Bruce Springsteen & The E Street Band: Still One Of The Best In Rock
2024 Top 10 Worldwide Tours
No. 5 Bruce Springsteen & The E Street Band
Gross: $251,296,432
Average Ticket Price: $150.69
Average Tickets Sold Per Show: 37,900
Total Tickets: 1,667,607
Average Gross: $5,711,282
In what amounts to an historic two years of touring, Bruce Springsteen has re-asserted his status as the King of Rock ’n Roll (Touring), putting up the biggest box-office numbers of his career, as well as one of the most successful tours of all time, while blowing away fans and critics with energetic performances around the world.
For 2024, Springsteen and the E Street Band clocked in with over $251 million in sales worldwide, with nearly 1.7 million tickets sold to 44 shows reported to Pollstar. That’s an average gross of just under $6 million per night, with average ticket sales of nearly 38,000 in mostly Euro stadiums. Springsteen’s ticket prices are on the low side for the upper echelon of artists at $150 in American dollars.
This year’s sellouts were a continuation from 2023, where, as the third-highest grossing act in the world for the year, Springsteen sold out arenas and stadiums mostly in North America. For ’24, most of the focus was on Europe and the United Kingdom, where the reception was beyond enthusiastic. Nearly 50 years after he exploded onto the London music scene with a “Born To Run Tour” sellout at the Hammersmith Odeon in 1975,
Springsteen returned for the biggest stand of his 2024 tour a July 25-26 throwdown at London’s Wembley Stadium that took in a whopping $252 million and moved 153,904 tickets. Springsteen also churned massive business in Madrid ($17 million gross/161,379 tickets sold), the Netherlands ($16.3 million/129,962), and Croke Park in Dublin ($12.6 million/78,109). Returning to America in the Fall, the top show stateside for 2024 was in the longtime stronghold of Philadelphia, where two sellouts grossed $13.7 million and moved 40,765 tickets at Citizens Bank Park.
Boss & Co.’s 2024 efforts take the two-year totals to a staggering $605,332,069 gross and over 4 million tickets sold to 113 shows reported, making it one off the highest-grossing tours of all time. The average gross over this two-year period is $5.3 million, from one of the most conservative ticket prices among all superstar artists.
That total will increase, as a spate of new UK/Euro dates begin next year with a double at Co-Op Live in Manchester, UK, on May 17 and 20. Two shows in Lille, France, along with Marseille, a double in Liverpool, Berlin, Prague, Frankfurt, Gelsenkirchen, Germany, and doubles in Milan and San Sebastian, Spain, wrap up the confirmed dates on this epic run that will so far span three years.

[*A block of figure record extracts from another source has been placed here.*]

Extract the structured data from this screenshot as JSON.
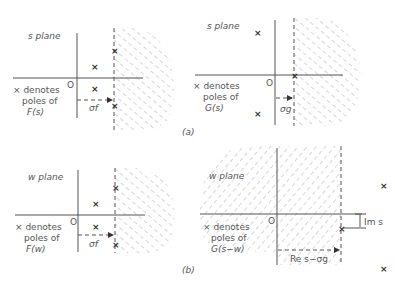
{
  "figure": {
    "panel_a_label": "(a)",
    "panel_b_label": "(b)",
    "a_left": {
      "plane_label": "s plane",
      "origin_label": "O",
      "legend_line1": "× denotes",
      "legend_line2": "poles of",
      "legend_line3": "F(s)",
      "sigma_label": "σf",
      "pole_mark": "×"
    },
    "a_right": {
      "plane_label": "s plane",
      "origin_label": "O",
      "legend_line1": "× denotes",
      "legend_line2": "poles of",
      "legend_line3": "G(s)",
      "sigma_label": "σg",
      "pole_mark": "×"
    },
    "b_left": {
      "plane_label": "w plane",
      "origin_label": "O",
      "legend_line1": "× denotes",
      "legend_line2": "poles of",
      "legend_line3": "F(w)",
      "sigma_label": "σf",
      "pole_mark": "×"
    },
    "b_right": {
      "plane_label": "w plane",
      "origin_label": "O",
      "legend_line1": "× denotes",
      "legend_line2": "poles of",
      "legend_line3": "G(s−w)",
      "im_label": "Im s",
      "re_label": "Re s−σg",
      "pole_mark": "×"
    }
  }
}
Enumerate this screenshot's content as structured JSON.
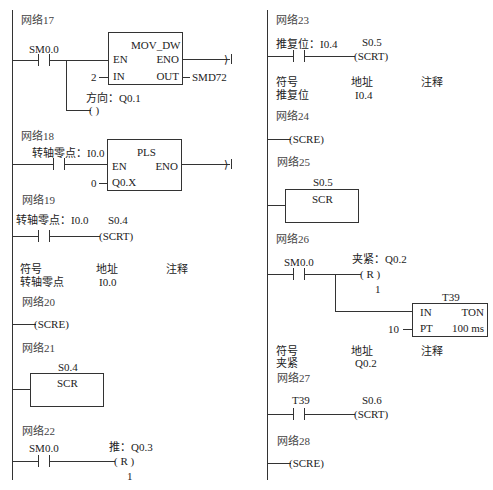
{
  "left_column": {
    "network17": {
      "title": "网络17",
      "contact": "SM0.0",
      "block": {
        "name": "MOV_DW",
        "en": "EN",
        "eno": "ENO",
        "in": "IN",
        "out": "OUT",
        "in_value": "2",
        "out_value": "SMD72"
      },
      "coil_label": "方向：Q0.1",
      "coil": "(      )"
    },
    "network18": {
      "title": "网络18",
      "contact": "转轴零点：I0.0",
      "block": {
        "name": "PLS",
        "en": "EN",
        "eno": "ENO",
        "q": "Q0.X",
        "q_value": "0"
      }
    },
    "network19": {
      "title": "网络19",
      "contact": "转轴零点：I0.0",
      "coil_addr": "S0.4",
      "coil": "(SCRT)",
      "symbol_table": {
        "headers": [
          "符号",
          "地址",
          "注释"
        ],
        "rows": [
          [
            "转轴零点",
            "I0.0",
            ""
          ]
        ]
      }
    },
    "network20": {
      "title": "网络20",
      "coil": "(SCRE)"
    },
    "network21": {
      "title": "网络21",
      "block_addr": "S0.4",
      "block_name": "SCR"
    },
    "network22": {
      "title": "网络22",
      "contact": "SM0.0",
      "coil_label": "推：Q0.3",
      "coil": "(  R  )",
      "coil_count": "1"
    }
  },
  "right_column": {
    "network23": {
      "title": "网络23",
      "contact": "推复位：I0.4",
      "coil_addr": "S0.5",
      "coil": "(SCRT)",
      "symbol_table": {
        "headers": [
          "符号",
          "地址",
          "注释"
        ],
        "rows": [
          [
            "推复位",
            "I0.4",
            ""
          ]
        ]
      }
    },
    "network24": {
      "title": "网络24",
      "coil": "(SCRE)"
    },
    "network25": {
      "title": "网络25",
      "block_addr": "S0.5",
      "block_name": "SCR"
    },
    "network26": {
      "title": "网络26",
      "contact": "SM0.0",
      "coil_label": "夹紧：Q0.2",
      "coil": "(  R  )",
      "coil_count": "1",
      "timer": {
        "name": "T39",
        "in": "IN",
        "type": "TON",
        "pt": "PT",
        "pt_value": "10",
        "base": "100 ms"
      },
      "symbol_table": {
        "headers": [
          "符号",
          "地址",
          "注释"
        ],
        "rows": [
          [
            "夹紧",
            "Q0.2",
            ""
          ]
        ]
      }
    },
    "network27": {
      "title": "网络27",
      "contact": "T39",
      "coil_addr": "S0.6",
      "coil": "(SCRT)"
    },
    "network28": {
      "title": "网络28",
      "coil": "(SCRE)"
    }
  }
}
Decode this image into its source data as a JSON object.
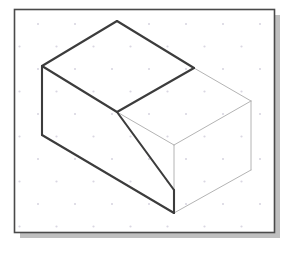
{
  "figure": {
    "type": "isometric-line-drawing",
    "canvas": {
      "width": 287,
      "height": 253,
      "background": "#ffffff"
    },
    "frame": {
      "name": "drawing-border",
      "x": 14,
      "y": 9,
      "width": 260,
      "height": 223,
      "stroke": "#4a4a4a",
      "stroke_width": 1.6,
      "fill": "#ffffff",
      "shadow": {
        "name": "drop-shadow",
        "offset_x": 6,
        "offset_y": 6,
        "color": "#bfbfbf"
      }
    },
    "grid": {
      "name": "isometric-dot-grid",
      "dot_color": "#d9d6e2",
      "dot_radius": 1.1,
      "spacing_x": 37,
      "spacing_y": 22.5,
      "origin_x": 38,
      "origin_y": 24,
      "stagger_x": 18.5,
      "columns": 7,
      "rows": 10
    },
    "vertices": {
      "top_apex": [
        117,
        21
      ],
      "top_left": [
        42,
        66
      ],
      "top_right": [
        194,
        68
      ],
      "center": [
        117,
        112
      ],
      "left_bottom": [
        42,
        135
      ],
      "slope_bottom": [
        174,
        190
      ],
      "bottom_front": [
        174,
        213
      ],
      "far_right_top": [
        251,
        101
      ],
      "far_right_bottom": [
        251,
        170
      ]
    },
    "strokes": {
      "visible_color": "#3c3c3c",
      "visible_width": 2.1,
      "far_color": "#b4b4b4",
      "far_width": 1.0
    },
    "edges": [
      {
        "name": "edge-top-left-rise",
        "weight": "visible",
        "points": "42,66 117,21"
      },
      {
        "name": "edge-top-right-fall",
        "weight": "visible",
        "points": "117,21 194,68"
      },
      {
        "name": "edge-top-face-left-diagonal",
        "weight": "visible",
        "points": "42,66 117,112"
      },
      {
        "name": "edge-top-face-right-diagonal",
        "weight": "visible",
        "points": "194,68 117,112"
      },
      {
        "name": "edge-left-vertical",
        "weight": "visible",
        "points": "42,66 42,135"
      },
      {
        "name": "edge-left-bottom-diagonal",
        "weight": "visible",
        "points": "42,135 174,213"
      },
      {
        "name": "edge-inclined-face-slope",
        "weight": "visible",
        "points": "117,112 174,190"
      },
      {
        "name": "edge-front-short-vertical",
        "weight": "visible",
        "points": "174,190 174,213"
      },
      {
        "name": "edge-right-top-back",
        "weight": "far",
        "points": "194,68 251,101"
      },
      {
        "name": "edge-right-top-front",
        "weight": "far",
        "points": "117,112 174,145"
      },
      {
        "name": "edge-right-upper-ridge",
        "weight": "far",
        "points": "174,145 251,101"
      },
      {
        "name": "edge-far-right-vertical",
        "weight": "far",
        "points": "251,101 251,170"
      },
      {
        "name": "edge-right-lower-diagonal",
        "weight": "far",
        "points": "174,213 251,170"
      },
      {
        "name": "edge-right-front-vertical",
        "weight": "far",
        "points": "174,145 174,213"
      }
    ]
  }
}
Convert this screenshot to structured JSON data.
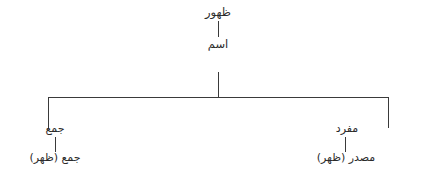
{
  "diagram": {
    "title_node": "ظهور",
    "pos_node": "اسم",
    "branches": {
      "left": {
        "label": "جمع",
        "example": "جمع (ظهر)"
      },
      "right": {
        "label": "مفرد",
        "example": "مصدر (ظهر)"
      }
    },
    "line_color": "#3a3a3a",
    "text_color": "#2b2b2b",
    "background_color": "#ffffff"
  }
}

While no official dates have been announced as of yet, a typical world domination game plan forTeam Springsteen could see the tour traveling to Australia/New Zealand, South America, or even Southeast Asia. Clearly, the demand is there, but what’s most important about these shows—and the reason why Springsteen remains one of the most popular live acts in the history of the business—is the high quality of the performances.
“The show itself, his performance capacity, has remained so high, and the level of authenticity is so real,” Jon Laundau, in his 50th year as Springsteen’s manager, told Pollstar earlier this year. “If you want to see live, real live, what you see is what you get, that’s what he does, and the number of people who are still doing that just continues to decline.”
Landau was clear he wasn’t knocking younger performers, nor the impact of technology on live. “I see things all the time I think are fantastic,” he said, “but for us, he has a style, a point of view, and an approach that you’ve got to be there to experience it. There is no substitute. And I can tell you that the same 1,000% that he puts into that you saw the first time you saw him 50 years ago, it’s exactly what he puts into it now. It’s just who he is.
“Bruce’s goal is going out there to do a show you never forget.”